Enable shell completion (bash or zsh) for command names and option flags:

source <(rollbridge completion bash)   # add to ~/.bashrc
source <(rollbridge completion zsh)    # add to ~/.zshrc

Nginx

Nginx should proxy to Rollbridge, not directly to Velocious:

location / {
  proxy_pass http://127.0.0.1:8182;
  proxy_http_version 1.1;
  proxy_set_header Upgrade $http_upgrade;
  proxy_set_header Connection "upgrade";
  proxy_set_header Host $host;
  proxy_set_header X-Forwarded-For $proxy_add_x_forwarded_for;
  proxy_set_header X-Forwarded-Proto $scheme;
}

See docs/nginx.md for the full guide — WebSocket upgrade headers, timeouts for long-lived connections, forwarded headers, and common failure modes (502/503, dropped WebSockets).

Running under systemd

Run the long-lived daemon as a systemd service so it starts on boot and is restarted if it crashes. A ready-to-edit unit lives at examples/rollbridge.service:

sudo cp examples/rollbridge.service /etc/systemd/system/rollbridge.service
# edit User/Group, WorkingDirectory, the ExecStart path, and --config
sudo systemctl daemon-reload
sudo systemctl enable --now rollbridge
sudo systemctl status rollbridge

The unit runs rollbridge daemon --config <stable-config> in the foreground, so its output goes to the journal (journalctl -u rollbridge). Key directives:

  • KillMode=mixed / KillSignal=SIGTERM: Rollbridge stops its own managed child process groups on SIGTERM, so systemd signals only the daemon and lets it shut down gracefully before escalating to SIGKILL.
  • TimeoutStopSec: give the daemon time to stop its managed processes; size it above the largest process gracefulStopMs (the daemon SIGKILLs stragglers after that). Note that systemctl stop/reboot stops processes but does not drain HTTP/WebSocket connections — connection draining happens only during rollbridge deploy release transitions.
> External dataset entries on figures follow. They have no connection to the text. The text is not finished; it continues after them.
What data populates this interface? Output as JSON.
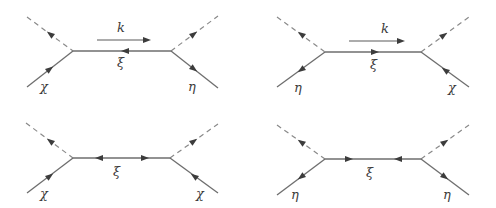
{
  "colors": {
    "line": "#6e6e6e",
    "dashed": "#8a8a8a",
    "arrow": "#3c3c3c",
    "label": "#3a3a3a",
    "background": "#ffffff"
  },
  "diagrams": [
    {
      "id": "top-left",
      "propagator_label": "ξ",
      "momentum_label": "k",
      "incoming_left": "χ",
      "outgoing_right": "η"
    },
    {
      "id": "top-right",
      "propagator_label": "ξ",
      "momentum_label": "k",
      "incoming_left": "η",
      "outgoing_right": "χ"
    },
    {
      "id": "bottom-left",
      "propagator_label": "ξ",
      "incoming_left": "χ",
      "outgoing_right": "χ"
    },
    {
      "id": "bottom-right",
      "propagator_label": "ξ",
      "incoming_left": "η",
      "outgoing_right": "η"
    }
  ]
}
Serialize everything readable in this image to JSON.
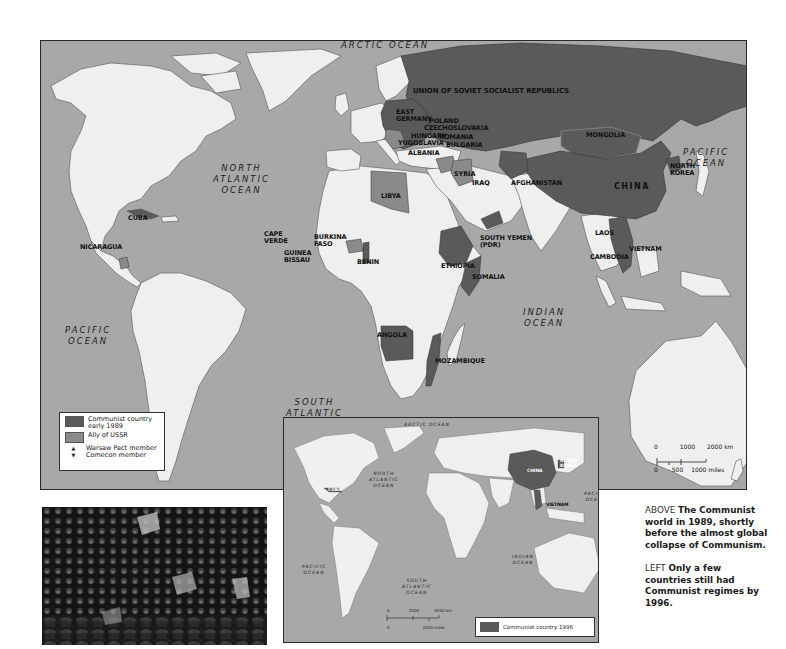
{
  "main_map": {
    "oceans": {
      "arctic": "ARCTIC OCEAN",
      "north_atlantic": [
        "NORTH",
        "ATLANTIC",
        "OCEAN"
      ],
      "pacific_east": [
        "PACIFIC",
        "OCEAN"
      ],
      "pacific_west": [
        "PACIFIC",
        "OCEAN"
      ],
      "south_atlantic": [
        "SOUTH",
        "ATLANTIC",
        "OCEAN"
      ],
      "indian": [
        "INDIAN",
        "OCEAN"
      ]
    },
    "countries": {
      "ussr": "UNION OF SOVIET SOCIALIST REPUBLICS",
      "east_germany": [
        "EAST",
        "GERMANY"
      ],
      "poland": "POLAND",
      "czechoslovakia": "CZECHOSLOVAKIA",
      "hungary": "HUNGARY",
      "romania": "ROMANIA",
      "yugoslavia": "YUGOSLAVIA",
      "bulgaria": "BULGARIA",
      "albania": "ALBANIA",
      "mongolia": "MONGOLIA",
      "china": "CHINA",
      "north_korea": [
        "NORTH",
        "KOREA"
      ],
      "syria": "SYRIA",
      "iraq": "IRAQ",
      "afghanistan": "AFGHANISTAN",
      "libya": "LIBYA",
      "cuba": "CUBA",
      "nicaragua": "NICARAGUA",
      "cape_verde": [
        "CAPE",
        "VERDE"
      ],
      "guinea_bissau": [
        "GUINEA",
        "BISSAU"
      ],
      "burkina_faso": [
        "BURKINA",
        "FASO"
      ],
      "benin": "BENIN",
      "ethiopia": "ETHIOPIA",
      "somalia": "SOMALIA",
      "south_yemen": [
        "SOUTH YEMEN",
        "(PDR)"
      ],
      "angola": "ANGOLA",
      "mozambique": "MOZAMBIQUE",
      "laos": "LAOS",
      "vietnam": "VIETNAM",
      "cambodia": "CAMBODIA"
    },
    "legend": {
      "items": [
        {
          "label": "Communist country early 1989",
          "color": "#5a5a5a",
          "kind": "swatch"
        },
        {
          "label": "Ally of USSR",
          "color": "#8a8a8a",
          "kind": "swatch"
        },
        {
          "label": "Warsaw Pact member",
          "symbol": "▲",
          "kind": "symbol"
        },
        {
          "label": "Comecon member",
          "symbol": "▼",
          "kind": "symbol"
        }
      ]
    },
    "scale": {
      "km_ticks": [
        "0",
        "1000",
        "2000 km"
      ],
      "mile_ticks": [
        "0",
        "500",
        "1000 miles"
      ]
    }
  },
  "inset_map": {
    "oceans": {
      "arctic": "ARCTIC OCEAN",
      "north_atlantic": [
        "NORTH",
        "ATLANTIC",
        "OCEAN"
      ],
      "pacific_west": [
        "PACIFIC",
        "OCEAN"
      ],
      "pacific_east": [
        "PACIFIC",
        "OCEAN"
      ],
      "south_atlantic": [
        "SOUTH",
        "ATLANTIC",
        "OCEAN"
      ],
      "indian": [
        "INDIAN",
        "OCEAN"
      ]
    },
    "countries": {
      "china": "CHINA",
      "north_korea": [
        "NORTH",
        "KOREA"
      ],
      "vietnam": "VIETNAM",
      "cuba": "CUBA"
    },
    "legend": {
      "label": "Communist country 1996",
      "color": "#5a5a5a"
    },
    "scale": {
      "km_ticks": [
        "0",
        "2000",
        "4000 km"
      ],
      "mile_ticks": [
        "0",
        "2000 miles"
      ]
    }
  },
  "photo": {
    "description": "crowd-photo"
  },
  "caption": {
    "above_prefix": "ABOVE",
    "above_text": "The Communist world in 1989, shortly before the almost global collapse of Communism.",
    "left_prefix": "LEFT",
    "left_text": "Only a few countries still had Communist regimes by 1996."
  },
  "colors": {
    "ocean": "#a8a8a8",
    "land": "#efefef",
    "communist": "#5a5a5a",
    "ally": "#8a8a8a"
  }
}
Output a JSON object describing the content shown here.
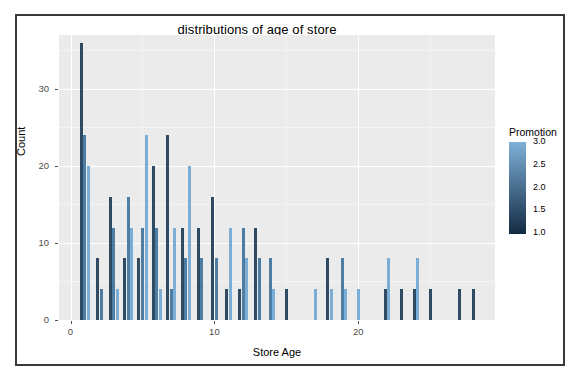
{
  "chart_data": {
    "type": "bar",
    "title": "distributions of age of store",
    "xlabel": "Store Age",
    "ylabel": "Count",
    "xlim": [
      -0.8,
      29.5
    ],
    "ylim": [
      0,
      37
    ],
    "x_ticks": [
      0,
      10,
      20
    ],
    "y_ticks": [
      0,
      10,
      20,
      30
    ],
    "grid": true,
    "legend": {
      "title": "Promotion",
      "type": "continuous-colorbar",
      "ticks": [
        "3.0",
        "2.5",
        "2.0",
        "1.5",
        "1.0"
      ],
      "min": 1.0,
      "max": 3.0,
      "color_min": "#132b43",
      "color_max": "#7eb0d8",
      "position": "right"
    },
    "series": [
      {
        "name": "Promotion 1",
        "color": "#2f4b63"
      },
      {
        "name": "Promotion 2",
        "color": "#4e7da3"
      },
      {
        "name": "Promotion 3",
        "color": "#7cadd4"
      }
    ],
    "bars": [
      {
        "store_age": 1,
        "promotion": 1,
        "count": 36
      },
      {
        "store_age": 1,
        "promotion": 2,
        "count": 24
      },
      {
        "store_age": 1,
        "promotion": 3,
        "count": 20
      },
      {
        "store_age": 2,
        "promotion": 1,
        "count": 8
      },
      {
        "store_age": 2,
        "promotion": 2,
        "count": 4
      },
      {
        "store_age": 3,
        "promotion": 1,
        "count": 16
      },
      {
        "store_age": 3,
        "promotion": 2,
        "count": 12
      },
      {
        "store_age": 3,
        "promotion": 3,
        "count": 4
      },
      {
        "store_age": 4,
        "promotion": 1,
        "count": 8
      },
      {
        "store_age": 4,
        "promotion": 2,
        "count": 16
      },
      {
        "store_age": 4,
        "promotion": 3,
        "count": 12
      },
      {
        "store_age": 5,
        "promotion": 1,
        "count": 8
      },
      {
        "store_age": 5,
        "promotion": 2,
        "count": 12
      },
      {
        "store_age": 5,
        "promotion": 3,
        "count": 24
      },
      {
        "store_age": 6,
        "promotion": 1,
        "count": 20
      },
      {
        "store_age": 6,
        "promotion": 2,
        "count": 12
      },
      {
        "store_age": 6,
        "promotion": 3,
        "count": 4
      },
      {
        "store_age": 7,
        "promotion": 1,
        "count": 24
      },
      {
        "store_age": 7,
        "promotion": 2,
        "count": 4
      },
      {
        "store_age": 7,
        "promotion": 3,
        "count": 12
      },
      {
        "store_age": 8,
        "promotion": 1,
        "count": 12
      },
      {
        "store_age": 8,
        "promotion": 2,
        "count": 8
      },
      {
        "store_age": 8,
        "promotion": 3,
        "count": 20
      },
      {
        "store_age": 9,
        "promotion": 1,
        "count": 12
      },
      {
        "store_age": 9,
        "promotion": 2,
        "count": 8
      },
      {
        "store_age": 10,
        "promotion": 1,
        "count": 16
      },
      {
        "store_age": 10,
        "promotion": 2,
        "count": 8
      },
      {
        "store_age": 11,
        "promotion": 1,
        "count": 4
      },
      {
        "store_age": 11,
        "promotion": 3,
        "count": 12
      },
      {
        "store_age": 12,
        "promotion": 1,
        "count": 4
      },
      {
        "store_age": 12,
        "promotion": 2,
        "count": 12
      },
      {
        "store_age": 12,
        "promotion": 3,
        "count": 8
      },
      {
        "store_age": 13,
        "promotion": 1,
        "count": 12
      },
      {
        "store_age": 13,
        "promotion": 2,
        "count": 8
      },
      {
        "store_age": 14,
        "promotion": 2,
        "count": 8
      },
      {
        "store_age": 14,
        "promotion": 3,
        "count": 4
      },
      {
        "store_age": 15,
        "promotion": 1,
        "count": 4
      },
      {
        "store_age": 17,
        "promotion": 3,
        "count": 4
      },
      {
        "store_age": 18,
        "promotion": 1,
        "count": 8
      },
      {
        "store_age": 18,
        "promotion": 3,
        "count": 4
      },
      {
        "store_age": 19,
        "promotion": 2,
        "count": 8
      },
      {
        "store_age": 19,
        "promotion": 3,
        "count": 4
      },
      {
        "store_age": 20,
        "promotion": 3,
        "count": 4
      },
      {
        "store_age": 22,
        "promotion": 1,
        "count": 4
      },
      {
        "store_age": 22,
        "promotion": 3,
        "count": 8
      },
      {
        "store_age": 23,
        "promotion": 1,
        "count": 4
      },
      {
        "store_age": 24,
        "promotion": 1,
        "count": 4
      },
      {
        "store_age": 24,
        "promotion": 3,
        "count": 8
      },
      {
        "store_age": 25,
        "promotion": 1,
        "count": 4
      },
      {
        "store_age": 27,
        "promotion": 1,
        "count": 4
      },
      {
        "store_age": 28,
        "promotion": 1,
        "count": 4
      }
    ]
  }
}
The daemon is long-lived and survives deploys. Deploy with rollbridge deploy (or rollbridge deploy --ensure-daemon), not systemctl restart — pointing --config at a stable, daemon-wide file while release paths are passed per deploy. Use command -v rollbridge to find the absolute CLI path for ExecStart.

See docs/logging.md for where the daemon's JSON logs go (stdout / journald / the --daemon-log-path file) and how to rotate them — the daemon holds its log file open, so logrotate needs copytruncate.

Deployment Notes

Run migrations before rollbridge deploy, and keep migrations backwards-compatible while old and new web releases overlap. For stable local brokers such as Velocious Beacon or background-jobs-main, use service when the process should survive deploys and restart from the latest successful release if it crashes.

See docs/deploy-recipes.md for ready-to-use shell, CI, and Capistrano recipes that drive Rollbridge through its CLI, and docs/troubleshooting.md for diagnosing health-check failures, port conflicts, stale sockets, crash loops, and stuck draining releases.

Releasing

Maintainers can publish a patch release from the latest default branch:

npm run release:patch

The release script owns the package version bump, lockfile update, default-branch commit, push, and npm publish. Do not run npm version manually before running it.

See docs/releasing.md for the maintainer release checklist — the pre-flight checks before npm run release:patch and what to verify after.

License

Rollbridge is released under the MIT License.